Opinion
Decided December 5, 1922.
REPLEVIN, for a sealskin coat. The defendant claimed the coat by gift from the plaintiff's wife a short time before she died. Trial by jury before Marble, J., who, subject to exception, denied the plaintiff's motion for a directed verdict. The plaintiff also excepted to statements made in the argument for the defendant. These statements were not withdrawn, and the court refused to find that the argument was not prejudicial and did not render the trial unfair. Transferred from the September term, 1921, of the superior court by Marble, J.
William W. Forbes, for the plaintiff.
Doyle Doyle, for the defendant.
If the jury believed the defendant's testimony that the coat was delivered to her as a gift by the plaintiff's wife in her lifetime, the plaintiff then taking and ever since retaining possession thereof, they could find a gift inter vivos completed by delivery of the subject of the gift. The plaintiff's contention that because the gift was made during the donor's last illness the gift as matter of law was a gift causa mortis was held unsound in Harriman v. Bunker, 79 N.H. 127.
The exception to the refusal to order a verdict is overruled. The statements of counsel to which exception was taken are not sustained by the evidence. The refusal of the court to find the verdict was not affected thereby leaves undisturbed the legal inference that the verdict may have resulted therefrom. As the defendant has not established as a fact that the error was harmless, the verdict must be set aside.
Exception to argument sustained: new trial.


- **Exercise brief**
Pick out each line in these entries that contains the string "VENICIO".

- **Stored records**
++++++++++

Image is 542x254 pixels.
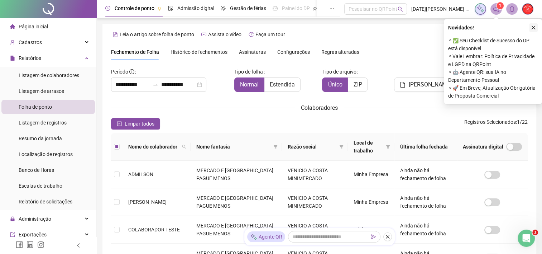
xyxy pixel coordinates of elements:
[247,231,285,242] div: Agente QR
[19,135,62,141] span: Resumo da jornada
[282,161,348,188] td: VENICIO A COSTA MINIMERCADO
[19,199,72,204] span: Relatório de solicitações
[10,216,15,221] span: lock
[120,32,194,37] span: Leia o artigo sobre folha de ponto
[322,49,360,54] span: Regras alteradas
[385,137,392,156] span: filter
[239,49,266,54] span: Assinaturas
[111,49,159,55] span: Fechamento de Folha
[282,188,348,216] td: VENICIO A COSTA MINIMERCADO
[111,118,160,129] button: Limpar todos
[128,199,167,205] span: [PERSON_NAME]
[354,139,383,154] span: Local de trabalho
[182,144,186,149] span: search
[493,6,500,12] span: notification
[398,6,403,12] span: search
[256,32,285,37] span: Faça um tour
[234,68,263,76] span: Tipo de folha
[19,167,54,173] span: Banco de Horas
[191,216,282,243] td: MERCADO E [GEOGRAPHIC_DATA] PAGUE MENOS
[509,6,515,12] span: bell
[19,183,62,189] span: Escalas de trabalho
[250,233,257,241] img: sparkle-icon.fc2bf0ac1784a2077858766a79e2daf3.svg
[533,229,538,235] span: 1
[117,121,122,126] span: check-square
[394,77,457,92] button: [PERSON_NAME]
[400,82,406,87] span: file
[386,144,390,149] span: filter
[153,82,158,87] span: to
[157,6,162,11] span: pushpin
[329,6,334,11] span: ellipsis
[463,143,504,151] span: Assinatura digital
[348,188,395,216] td: Minha Empresa
[339,144,344,149] span: filter
[272,141,279,152] span: filter
[395,133,457,161] th: Última folha fechada
[16,241,23,248] span: facebook
[153,82,158,87] span: swap-right
[168,6,173,11] span: file-done
[249,32,254,37] span: history
[128,227,180,232] span: COLABORADOR TESTE
[448,52,538,68] span: ⚬ Vale Lembrar: Política de Privacidade e LGPD na QRPoint
[19,120,67,125] span: Listagem de registros
[412,5,471,13] span: [DATE][PERSON_NAME] e açougue pague menos
[282,5,310,11] span: Painel do DP
[10,24,15,29] span: home
[19,55,41,61] span: Relatórios
[448,68,538,84] span: ⚬ 🤖 Agente QR: sua IA no Departamento Pessoal
[177,5,214,11] span: Admissão digital
[477,5,485,13] img: sparkle-icon.fc2bf0ac1784a2077858766a79e2daf3.svg
[19,151,73,157] span: Localização de registros
[322,68,356,76] span: Tipo de arquivo
[273,6,278,11] span: dashboard
[448,37,538,52] span: ⚬ ✅ Seu Checklist de Sucesso do DP está disponível
[19,232,47,237] span: Exportações
[465,119,516,125] span: Registros Selecionados
[129,69,134,74] span: info-circle
[105,6,110,11] span: clock-circle
[111,69,128,75] span: Período
[201,32,206,37] span: youtube
[19,39,42,45] span: Cadastros
[113,32,118,37] span: file-text
[385,234,390,239] span: close
[125,120,154,128] span: Limpar todos
[181,141,188,152] span: search
[10,40,15,45] span: user-add
[221,6,226,11] span: sun
[353,81,362,88] span: ZIP
[409,80,452,89] span: [PERSON_NAME]
[274,144,278,149] span: filter
[348,216,395,243] td: Minha Empresa
[191,161,282,188] td: MERCADO E [GEOGRAPHIC_DATA] PAGUE MENOS
[128,171,153,177] span: ADMILSON
[523,4,533,14] img: 90356
[288,143,337,151] span: Razão social
[328,81,342,88] span: Único
[448,84,538,100] span: ⚬ 🚀 Em Breve, Atualização Obrigatória de Proposta Comercial
[191,188,282,216] td: MERCADO E [GEOGRAPHIC_DATA] PAGUE MENOS
[115,5,154,11] span: Controle de ponto
[171,49,228,55] span: Histórico de fechamentos
[371,234,376,239] span: send
[465,118,528,129] span: : 1 / 22
[348,161,395,188] td: Minha Empresa
[313,6,317,11] span: pushpin
[19,72,79,78] span: Listagem de colaboradores
[19,88,64,94] span: Listagem de atrasos
[448,24,474,32] span: Novidades !
[208,32,242,37] span: Assista o vídeo
[37,241,44,248] span: instagram
[518,229,535,247] iframe: Intercom live chat
[338,141,345,152] span: filter
[10,56,15,61] span: file
[19,104,52,110] span: Folha de ponto
[27,241,34,248] span: linkedin
[400,167,446,181] span: Ainda não há fechamento de folha
[499,3,502,8] span: 1
[230,5,266,11] span: Gestão de férias
[400,223,446,236] span: Ainda não há fechamento de folha
[277,49,310,54] span: Configurações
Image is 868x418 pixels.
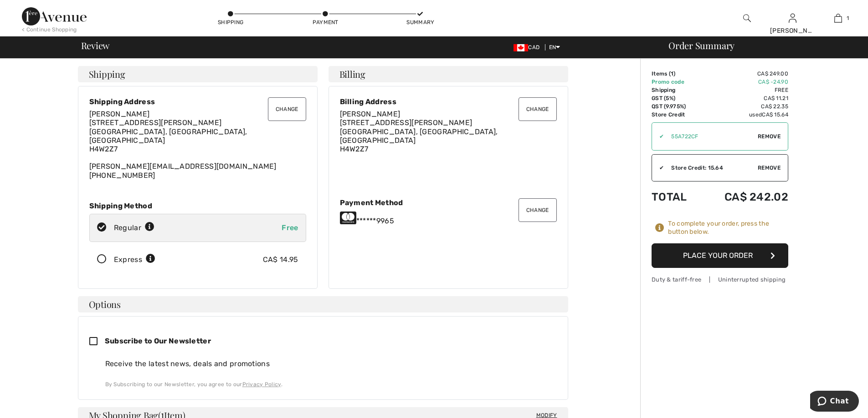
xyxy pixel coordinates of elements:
[89,70,125,79] span: Shipping
[340,97,557,106] div: Billing Address
[282,223,298,232] span: Free
[340,118,498,154] span: [STREET_ADDRESS][PERSON_NAME] [GEOGRAPHIC_DATA], [GEOGRAPHIC_DATA], [GEOGRAPHIC_DATA] H4W2Z7
[90,97,306,106] div: Shipping Address
[758,132,780,141] span: Remove
[789,14,797,23] a: Sign In
[263,255,298,265] div: CA$ 14.95
[90,109,306,180] div: [PERSON_NAME][EMAIL_ADDRESS][DOMAIN_NAME] [PHONE_NUMBER]
[651,78,700,86] td: Promo code
[651,243,788,269] button: Place Your Order
[658,41,863,50] div: Order Summary
[340,198,557,207] div: Payment Method
[243,382,281,388] a: Privacy Policy
[90,202,306,210] div: Shipping Method
[105,359,557,369] div: Receive the latest news, deals and promotions
[90,118,247,154] span: [STREET_ADDRESS][PERSON_NAME] [GEOGRAPHIC_DATA], [GEOGRAPHIC_DATA], [GEOGRAPHIC_DATA] H4W2Z7
[114,222,155,234] div: Regular
[406,18,434,26] div: Summary
[651,275,788,284] div: Duty & tariff-free | Uninterrupted shipping
[104,337,211,346] span: Subscribe to Our Newsletter
[518,198,557,222] button: Change
[22,25,77,34] div: < Continue Shopping
[816,13,860,23] a: 1
[700,86,788,94] td: Free
[789,13,797,23] img: My Info
[268,97,306,121] button: Change
[758,164,780,172] span: Remove
[668,220,788,236] div: To complete your order, press the button below.
[664,164,758,172] div: Store Credit: 15.64
[652,132,664,141] div: ✔
[700,94,788,103] td: CA$ 11.21
[700,70,788,78] td: CA$ 249.00
[651,70,700,78] td: Items ( )
[217,18,244,26] div: Shipping
[652,164,664,172] div: ✔
[651,182,700,213] td: Total
[671,70,673,77] span: 1
[700,182,788,213] td: CA$ 242.02
[90,109,150,118] span: [PERSON_NAME]
[743,13,751,23] img: search the website
[762,111,788,118] span: CA$ 15.64
[651,94,700,103] td: GST (5%)
[518,97,557,121] button: Change
[651,110,700,119] td: Store Credit
[339,70,365,79] span: Billing
[834,13,842,23] img: My Bag
[700,110,788,119] td: used
[651,103,700,110] td: QST (9.975%)
[810,391,858,414] iframe: Opens a widget where you can chat to one of our agents
[770,26,815,36] div: [PERSON_NAME]
[81,41,110,50] span: Review
[664,123,758,150] input: Promo code
[700,103,788,110] td: CA$ 22.35
[22,7,87,25] img: 1ère Avenue
[651,86,700,94] td: Shipping
[700,78,788,86] td: CA$ -24.90
[846,14,849,23] span: 1
[78,296,568,313] h4: Options
[340,109,400,118] span: [PERSON_NAME]
[311,18,339,26] div: Payment
[513,44,528,51] img: Canadian Dollar
[105,381,557,388] div: By Subscribing to our Newsletter, you agree to our .
[114,255,156,265] div: Express
[549,44,560,50] span: EN
[513,44,543,50] span: CAD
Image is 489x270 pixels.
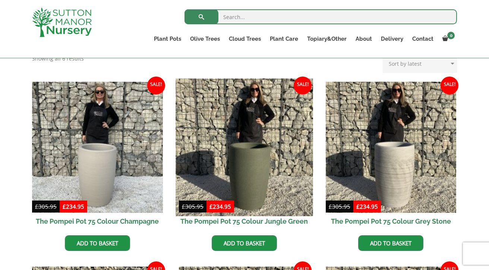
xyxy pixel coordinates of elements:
span: £ [35,202,38,210]
a: Sale! The Pompei Pot 75 Colour Champagne [32,82,163,229]
a: Contact [408,34,438,44]
a: Plant Care [265,34,303,44]
span: £ [329,202,332,210]
img: logo [32,7,92,37]
a: Add to basket: “The Pompei Pot 75 Colour Jungle Green” [212,235,277,251]
select: Shop order [383,54,457,73]
h2: The Pompei Pot 75 Colour Jungle Green [179,213,310,229]
a: Cloud Trees [224,34,265,44]
a: Sale! The Pompei Pot 75 Colour Jungle Green [179,82,310,229]
a: Olive Trees [186,34,224,44]
span: £ [63,202,66,210]
span: Sale! [147,76,165,94]
p: Showing all 6 results [32,54,84,63]
span: £ [356,202,360,210]
img: The Pompei Pot 75 Colour Champagne [32,82,163,213]
input: Search... [185,9,457,24]
img: The Pompei Pot 75 Colour Jungle Green [176,78,313,215]
a: 0 [438,34,457,44]
a: Topiary&Other [303,34,351,44]
a: Sale! The Pompei Pot 75 Colour Grey Stone [326,82,457,229]
span: 0 [447,32,455,39]
a: Plant Pots [150,34,186,44]
a: Add to basket: “The Pompei Pot 75 Colour Champagne” [65,235,130,251]
h2: The Pompei Pot 75 Colour Champagne [32,213,163,229]
a: About [351,34,377,44]
span: Sale! [294,76,312,94]
bdi: 305.95 [182,202,204,210]
h2: The Pompei Pot 75 Colour Grey Stone [326,213,457,229]
bdi: 305.95 [35,202,57,210]
bdi: 234.95 [356,202,378,210]
img: The Pompei Pot 75 Colour Grey Stone [326,82,457,213]
span: £ [210,202,213,210]
bdi: 305.95 [329,202,350,210]
span: £ [182,202,185,210]
span: Sale! [441,76,459,94]
bdi: 234.95 [210,202,231,210]
bdi: 234.95 [63,202,84,210]
a: Add to basket: “The Pompei Pot 75 Colour Grey Stone” [358,235,424,251]
a: Delivery [377,34,408,44]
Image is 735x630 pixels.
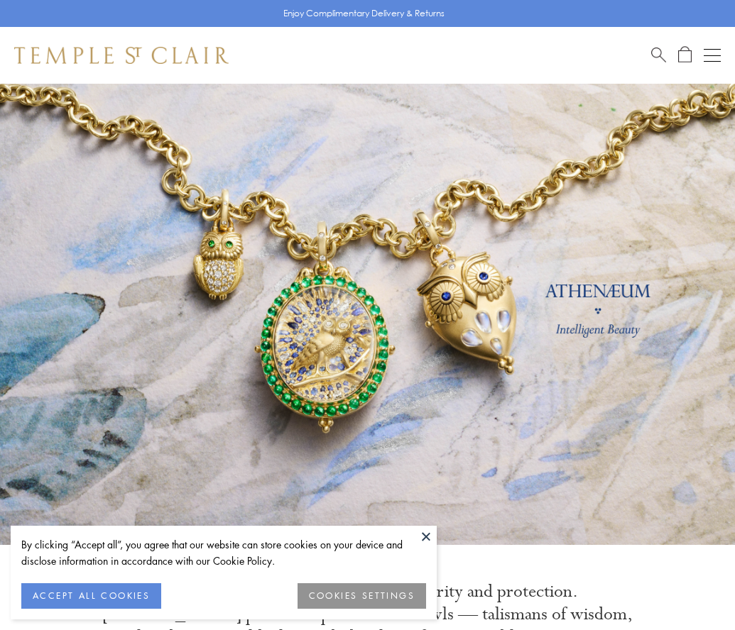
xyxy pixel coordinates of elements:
[21,537,426,569] div: By clicking “Accept all”, you agree that our website can store cookies on your device and disclos...
[297,584,426,609] button: COOKIES SETTINGS
[704,47,721,64] button: Open navigation
[21,584,161,609] button: ACCEPT ALL COOKIES
[651,46,666,64] a: Search
[14,47,229,64] img: Temple St. Clair
[678,46,691,64] a: Open Shopping Bag
[283,6,444,21] p: Enjoy Complimentary Delivery & Returns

++++++++++

- **Answer to this task**
[282,161,348,188] td: VENICIO A COSTA MINIMERCADO
[282,188,348,216] td: VENICIO A COSTA MINIMERCADO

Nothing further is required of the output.